Here is what you can realistically achieve with a typical 1080p video:
| Target Size | Why This Limit? | 1080p Video Length | Quality Impact |
|---|---|---|---|
| 8MB | Discord (free tier) | ~30-45 seconds | Noticeable — lower resolution helps |
| 25MB | Discord (Nitro), email | ~2-3 minutes | Good — slight softness only |
| 50MB | Most email providers | ~5-7 minutes | Very good — barely noticeable |
| 100MB | Upload portals, LMS | ~10-15 minutes | Excellent — near original |
| 500MB | Cloud storage, sharing | ~45-60 minutes | Near-lossless |
| 1GB | YouTube, Vimeo upload | ~2+ hours | Essentially original |
Estimates for 1080p 30fps video. 4K is roughly 4× larger. 720p is roughly half.
If the first pass does not hit your target, you have two levers:
A 1-minute 1080p video from a modern phone is typically 150-300MB. Why so big?
The simplest fix: change your phone's camera settings to 1080p 30fps. This alone reduces file sizes by 50-75% at the source, before any compression.
Discord free tier limits files to 8MB. Nitro raises it to 25MB. For a 1-minute clip:
| Strategy | Result |
|---|---|
| Trim to the key moment (15-30s) | Cuts size proportionally — 30s = half the data |
| Compress at medium quality | Reduces 50-70% |
| Downscale to 720p | Reduces another 50-60% |
| All three combined | A 200MB clip → 5-10MB |
The pipeline: trim first (remove what you don't need), then compress + downscale. Trimming before compression is faster because the compressor processes fewer frames.
Most email providers limit attachments to 25MB (Gmail, Outlook) or 50MB (some corporate servers). For a 5-minute meeting recording:
Alternative: for very long videos (30+ minutes), share via a cloud link (Google Drive, Dropbox) instead of compressing to email-attachment size. Extreme compression on long videos produces unwatchable results.
Video file size = bitrate × duration. Understanding this helps you predict results:
To hit 25MB for a 2-minute video: 25MB ÷ 120 seconds = ~1.6 Mbps target bitrate. That means 720p at medium quality. The compressor handles this math automatically — you set the target, it adjusts the bitrate.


■ **PROBLEM DESCRIPTION**: In the listing below, find each line with the string "cone" and return it.

■ **RECORD SET**:
++++++++++++++++++++

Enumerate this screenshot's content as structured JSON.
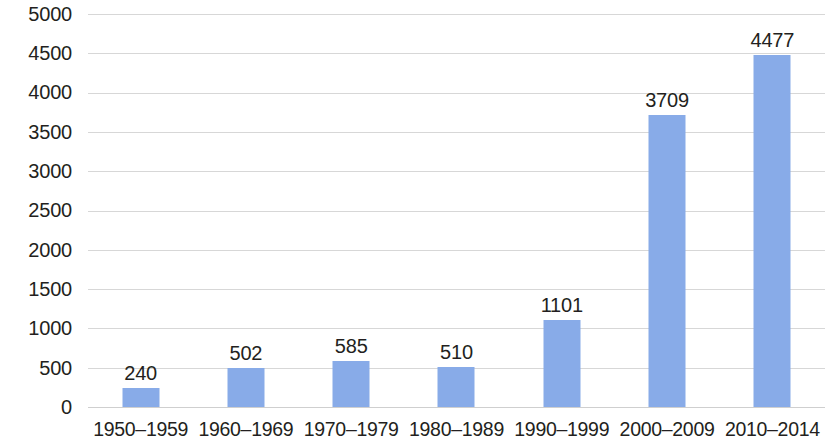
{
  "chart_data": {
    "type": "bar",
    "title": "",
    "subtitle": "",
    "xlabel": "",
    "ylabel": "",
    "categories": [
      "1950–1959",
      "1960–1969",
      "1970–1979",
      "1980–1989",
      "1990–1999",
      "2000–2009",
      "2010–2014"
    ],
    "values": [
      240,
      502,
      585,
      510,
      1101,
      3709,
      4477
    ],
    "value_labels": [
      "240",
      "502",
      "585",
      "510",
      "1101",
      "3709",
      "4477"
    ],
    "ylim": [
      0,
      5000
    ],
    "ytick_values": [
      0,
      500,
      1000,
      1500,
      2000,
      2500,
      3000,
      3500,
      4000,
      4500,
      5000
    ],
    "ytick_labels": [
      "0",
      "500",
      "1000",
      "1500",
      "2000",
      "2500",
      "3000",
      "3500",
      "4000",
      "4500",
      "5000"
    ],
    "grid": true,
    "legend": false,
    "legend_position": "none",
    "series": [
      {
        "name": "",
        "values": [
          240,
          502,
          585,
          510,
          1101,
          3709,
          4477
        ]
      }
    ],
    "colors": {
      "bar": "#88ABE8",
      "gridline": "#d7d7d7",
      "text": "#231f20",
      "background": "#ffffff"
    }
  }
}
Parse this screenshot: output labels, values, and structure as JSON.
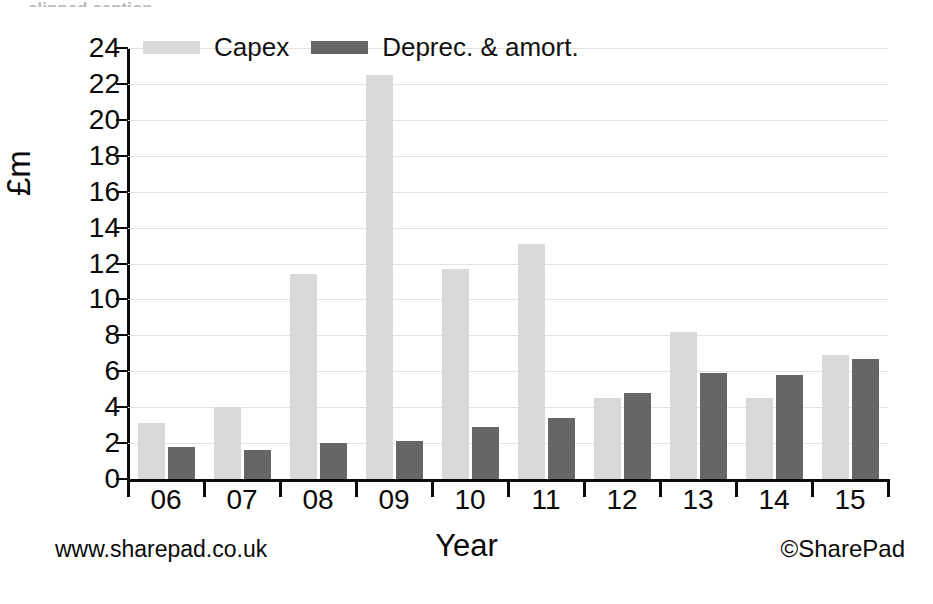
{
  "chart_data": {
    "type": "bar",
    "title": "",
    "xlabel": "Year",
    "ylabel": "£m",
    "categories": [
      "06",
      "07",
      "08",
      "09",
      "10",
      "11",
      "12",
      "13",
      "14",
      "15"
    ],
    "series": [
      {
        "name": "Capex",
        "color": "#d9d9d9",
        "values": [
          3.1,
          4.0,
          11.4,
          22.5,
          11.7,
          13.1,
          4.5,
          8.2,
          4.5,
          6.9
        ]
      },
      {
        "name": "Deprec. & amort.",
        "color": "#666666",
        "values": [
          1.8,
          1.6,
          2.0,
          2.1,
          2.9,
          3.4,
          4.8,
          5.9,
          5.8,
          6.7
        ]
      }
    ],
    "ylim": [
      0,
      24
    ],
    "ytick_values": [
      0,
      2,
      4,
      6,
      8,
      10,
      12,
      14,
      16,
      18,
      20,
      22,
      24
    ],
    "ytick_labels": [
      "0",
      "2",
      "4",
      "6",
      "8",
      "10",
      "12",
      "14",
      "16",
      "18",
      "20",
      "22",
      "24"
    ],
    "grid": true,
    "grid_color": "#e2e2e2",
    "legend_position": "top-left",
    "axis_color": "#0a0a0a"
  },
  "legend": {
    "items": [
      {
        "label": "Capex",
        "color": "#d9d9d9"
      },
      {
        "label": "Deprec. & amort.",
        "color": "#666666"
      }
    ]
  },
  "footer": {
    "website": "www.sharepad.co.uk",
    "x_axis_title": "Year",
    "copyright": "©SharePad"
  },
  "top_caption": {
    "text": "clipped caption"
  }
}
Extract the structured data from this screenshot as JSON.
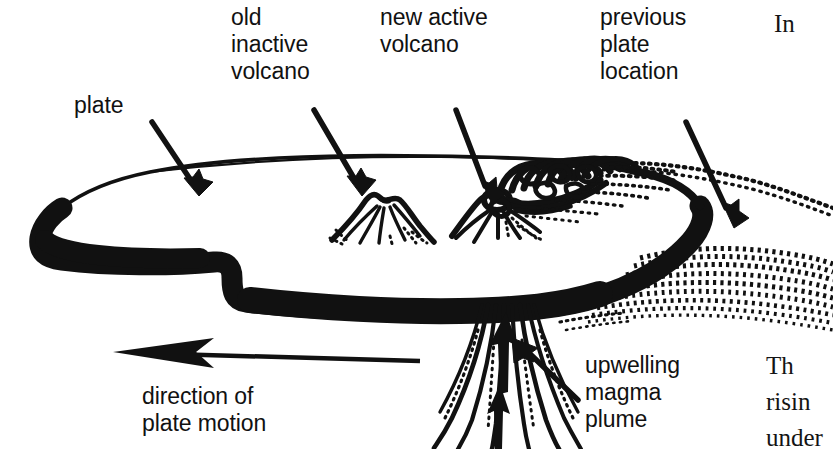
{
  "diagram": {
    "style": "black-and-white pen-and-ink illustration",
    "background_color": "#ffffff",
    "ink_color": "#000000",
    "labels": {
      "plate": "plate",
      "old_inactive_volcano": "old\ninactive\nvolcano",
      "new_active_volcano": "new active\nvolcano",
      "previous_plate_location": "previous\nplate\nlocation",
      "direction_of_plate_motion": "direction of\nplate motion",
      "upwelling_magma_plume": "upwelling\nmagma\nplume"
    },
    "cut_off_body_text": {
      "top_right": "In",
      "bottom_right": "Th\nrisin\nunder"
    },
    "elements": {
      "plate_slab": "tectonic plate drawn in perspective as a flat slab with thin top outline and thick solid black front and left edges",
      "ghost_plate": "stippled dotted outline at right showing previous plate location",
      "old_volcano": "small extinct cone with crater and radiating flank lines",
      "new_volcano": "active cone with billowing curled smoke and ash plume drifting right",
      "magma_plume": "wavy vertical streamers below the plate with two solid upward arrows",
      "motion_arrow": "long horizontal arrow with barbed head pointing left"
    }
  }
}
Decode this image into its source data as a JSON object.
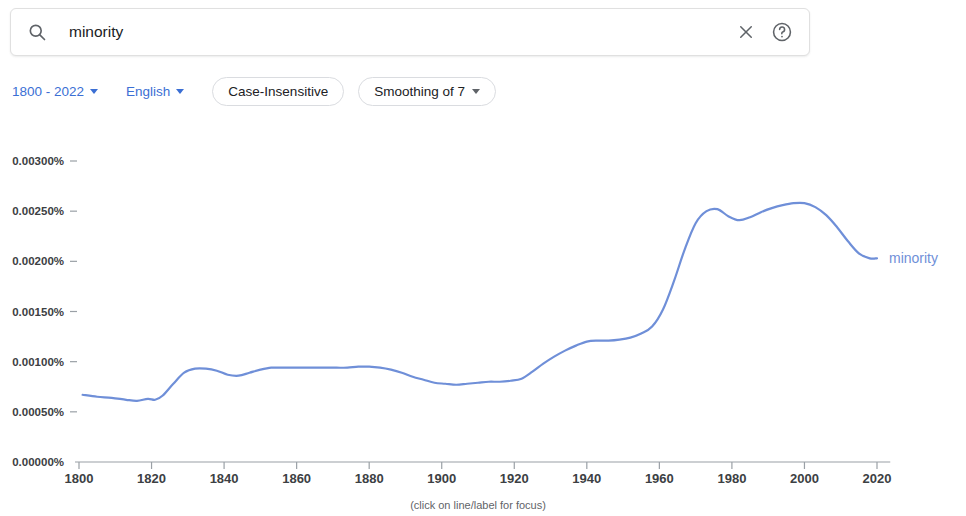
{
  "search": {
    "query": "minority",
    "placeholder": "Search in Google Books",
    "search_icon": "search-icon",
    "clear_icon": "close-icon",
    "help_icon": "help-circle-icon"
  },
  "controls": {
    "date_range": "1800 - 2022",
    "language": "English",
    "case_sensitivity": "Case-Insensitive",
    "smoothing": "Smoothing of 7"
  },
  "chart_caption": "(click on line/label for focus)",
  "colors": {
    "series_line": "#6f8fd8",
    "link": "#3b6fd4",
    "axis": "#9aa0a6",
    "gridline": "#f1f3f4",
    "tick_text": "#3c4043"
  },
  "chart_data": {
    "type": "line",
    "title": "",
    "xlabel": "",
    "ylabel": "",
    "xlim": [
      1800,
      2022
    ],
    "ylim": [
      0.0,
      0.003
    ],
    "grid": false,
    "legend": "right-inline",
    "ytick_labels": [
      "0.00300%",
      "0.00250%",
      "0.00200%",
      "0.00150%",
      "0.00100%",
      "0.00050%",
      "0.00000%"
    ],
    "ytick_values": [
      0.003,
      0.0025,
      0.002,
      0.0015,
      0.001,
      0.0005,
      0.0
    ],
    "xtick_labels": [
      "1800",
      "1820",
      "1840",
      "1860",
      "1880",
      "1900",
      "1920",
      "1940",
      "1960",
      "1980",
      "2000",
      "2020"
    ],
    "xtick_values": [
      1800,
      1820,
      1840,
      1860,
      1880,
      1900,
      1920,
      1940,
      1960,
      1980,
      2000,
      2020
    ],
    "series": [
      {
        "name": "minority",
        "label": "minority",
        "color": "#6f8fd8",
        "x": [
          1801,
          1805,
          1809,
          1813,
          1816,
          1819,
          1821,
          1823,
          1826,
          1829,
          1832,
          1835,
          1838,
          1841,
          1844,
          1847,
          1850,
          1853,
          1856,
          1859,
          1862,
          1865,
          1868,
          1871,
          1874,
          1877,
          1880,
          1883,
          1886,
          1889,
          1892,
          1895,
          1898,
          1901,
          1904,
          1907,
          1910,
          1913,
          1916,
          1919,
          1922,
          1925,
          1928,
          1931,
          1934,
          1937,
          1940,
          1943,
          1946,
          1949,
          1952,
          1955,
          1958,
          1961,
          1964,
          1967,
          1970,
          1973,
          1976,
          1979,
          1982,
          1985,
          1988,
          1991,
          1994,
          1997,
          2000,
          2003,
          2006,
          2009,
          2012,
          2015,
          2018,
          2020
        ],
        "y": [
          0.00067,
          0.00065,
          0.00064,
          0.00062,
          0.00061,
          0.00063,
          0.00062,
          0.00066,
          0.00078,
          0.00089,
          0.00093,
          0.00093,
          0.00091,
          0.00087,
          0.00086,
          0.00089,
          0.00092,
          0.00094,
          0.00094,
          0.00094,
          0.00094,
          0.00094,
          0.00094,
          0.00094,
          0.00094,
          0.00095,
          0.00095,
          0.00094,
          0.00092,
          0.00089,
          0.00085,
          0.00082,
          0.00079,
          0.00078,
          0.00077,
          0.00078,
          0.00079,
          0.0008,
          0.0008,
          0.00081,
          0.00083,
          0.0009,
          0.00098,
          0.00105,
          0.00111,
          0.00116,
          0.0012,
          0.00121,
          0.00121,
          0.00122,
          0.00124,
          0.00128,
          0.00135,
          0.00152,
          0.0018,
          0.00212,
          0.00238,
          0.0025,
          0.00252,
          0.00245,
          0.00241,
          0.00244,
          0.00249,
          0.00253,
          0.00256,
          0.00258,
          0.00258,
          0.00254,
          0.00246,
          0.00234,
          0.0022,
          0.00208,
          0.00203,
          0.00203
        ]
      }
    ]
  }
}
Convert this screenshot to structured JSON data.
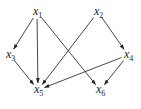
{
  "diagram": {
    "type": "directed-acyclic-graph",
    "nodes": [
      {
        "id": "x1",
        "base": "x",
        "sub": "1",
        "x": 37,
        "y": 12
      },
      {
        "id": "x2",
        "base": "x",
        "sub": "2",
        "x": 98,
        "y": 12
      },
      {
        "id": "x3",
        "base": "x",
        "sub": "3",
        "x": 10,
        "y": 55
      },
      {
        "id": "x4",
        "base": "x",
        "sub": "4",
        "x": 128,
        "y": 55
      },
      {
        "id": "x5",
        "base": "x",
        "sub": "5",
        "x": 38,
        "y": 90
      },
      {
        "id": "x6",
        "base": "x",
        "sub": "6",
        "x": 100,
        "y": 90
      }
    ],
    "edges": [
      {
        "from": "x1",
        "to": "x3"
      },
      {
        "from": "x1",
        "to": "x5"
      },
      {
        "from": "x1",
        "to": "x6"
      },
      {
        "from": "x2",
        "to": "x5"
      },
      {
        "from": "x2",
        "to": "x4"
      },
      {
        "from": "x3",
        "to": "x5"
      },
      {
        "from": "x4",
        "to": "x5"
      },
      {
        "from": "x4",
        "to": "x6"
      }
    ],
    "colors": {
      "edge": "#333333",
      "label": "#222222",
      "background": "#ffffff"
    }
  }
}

++++++++++++++++++++

■ **RESPONSE**:
      "old_volcano": "small extinct cone with crater and radiating flank lines",
      "new_volcano": "active cone with billowing curled smoke and ash plume drifting right",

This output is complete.